Florence rested impatient hands on her hips and regarded Ottilie as if she felt sorry for her. ‘You mean to tell me you’ve never skinny-dipped?’

‘Never!’ Ottilie said, uncertain that she liked the way Flo was looking at her – as if she thought her a bit of a wet weekend. ‘Certainly not on a hillside in England!’

‘All the more reason to do it. What’s life if we don’t live it to the full?’

Along with the pity for Ottilie, Florence had a strange sort of spark in her eyes, and for a startling instant Ottilie saw the woman she’d once been: fearless, daring, greedy for life, a woman miles ahead of the conservative times she’d been born into. For all her disapproval, had she been a young woman she’d have been a social-media influencer, off having adventures around the world and broadcasting them to an army of admirers who had their own adventures vicariously through her, who would be just like her if only they dared. She’d have been skydiving and swimming with sharks and cutting her way through rainforests and anything else that came her way. Ottilie also saw that she really wasn’t joking, and her fears were confirmed when Flo perched on a rock and began to take off her shoes.

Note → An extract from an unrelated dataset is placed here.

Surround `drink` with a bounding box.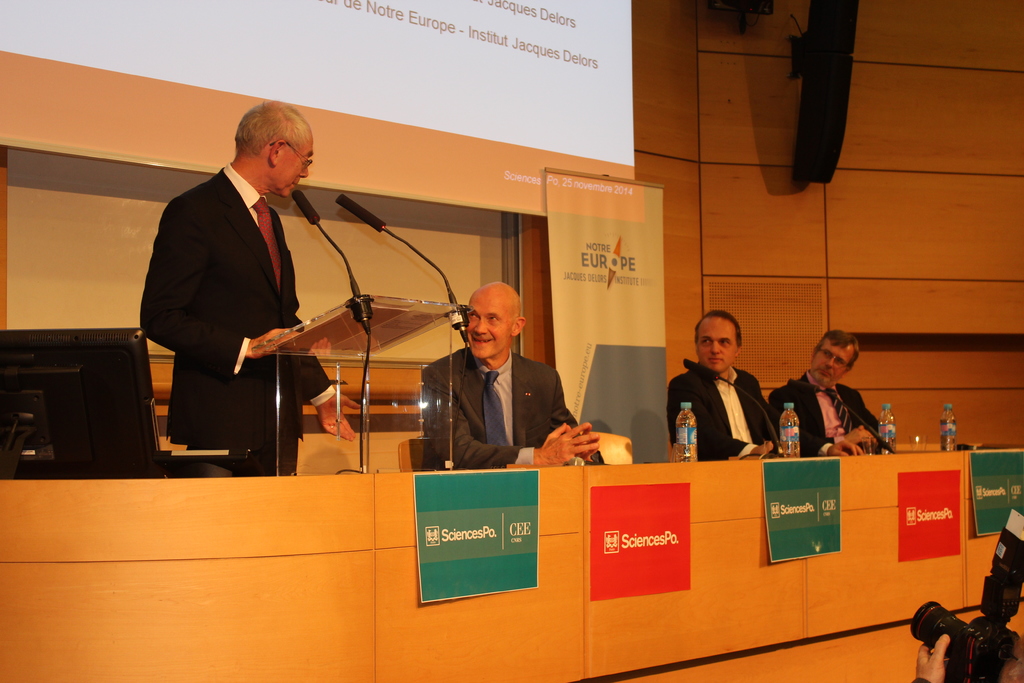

‘Paddle!’ Ottilie said helplessly, knowing already that she’d lost the battle. ‘Dangle your feet in and that’s it.’

‘Too deep to paddle. It’s all or nothing.’

‘Flo, please…we’ve just been to the hospital and we’ve no idea what those scans might uncover?—’

‘If my heart’s going to give out then I can’t think of a better way to go. If you’re so worried, come in with me. That way you can save me if I have a funny turn. You swim, don’t you?’

‘Yes, but?—’

By now, Flo was unbuttoning her blouse. Ottilie desperately scanned the hillside. It was deserted, but surely Florence wasn’t going to take everything off?

‘You’ll have to go home in sopping underwear,’ she said, grasping for something else that might put Flo off.

‘Which is why I’m going to take it off,’ Flo replied with such obvious practicality that Ottilie felt quite stupid for even suggesting she might keep her undies on.

‘Are you mad?’

‘Possibly,’ Flo said with a half-smile. ‘I am old after all. You get a bit mad as you get older, don’t you?’

‘I thought you were supposed to get more sensible.’

‘Sensible!’ Flo snorted. She had the slightly manic look again that Ottilie found unnerving. Whenever Ottilie felt she was beginning to work her out, Flo would do or say something that took her back to square one. The more she knew Flo, the less she felt she knew her. But she couldn’t deny that there was something about her she rather liked, something that drew her in. She’d never met anyone like Flo before, and she only wished she’d known her in her youth, because she would have been dazzling. But her next sentence knocked the wind from her sails.

‘I’ll leave sensible to you, Nurse Ottilie.’

The comment cut her to the quick. Worry, intrigue, admiration – all the things she’d felt for Flo a second before was replaced by offence.

‘What’s that supposed to mean?’

‘What I said. You’re far too sensible.’

‘Why does it feel as if sensible is code for boring?’

‘I didn’t say boring – you did.’

‘You think I’m boring?’

‘I think you’re cautious.’

‘I have reasons for being cautious…And there’s nothing wrong with cautious.’

‘No one ever had fun being cautious, did they?’ Flo said with a grin as she shrugged off her blouse. ‘So are you coming in or not?’

Ottilie stared at her, torn. Was she really boring? Was that how Flo saw her? Was that how everyone saw her?

‘You say you came to the Lakes for a change,’ Flo said, ‘so change. You want to be a local, then be a local. This is what we do.’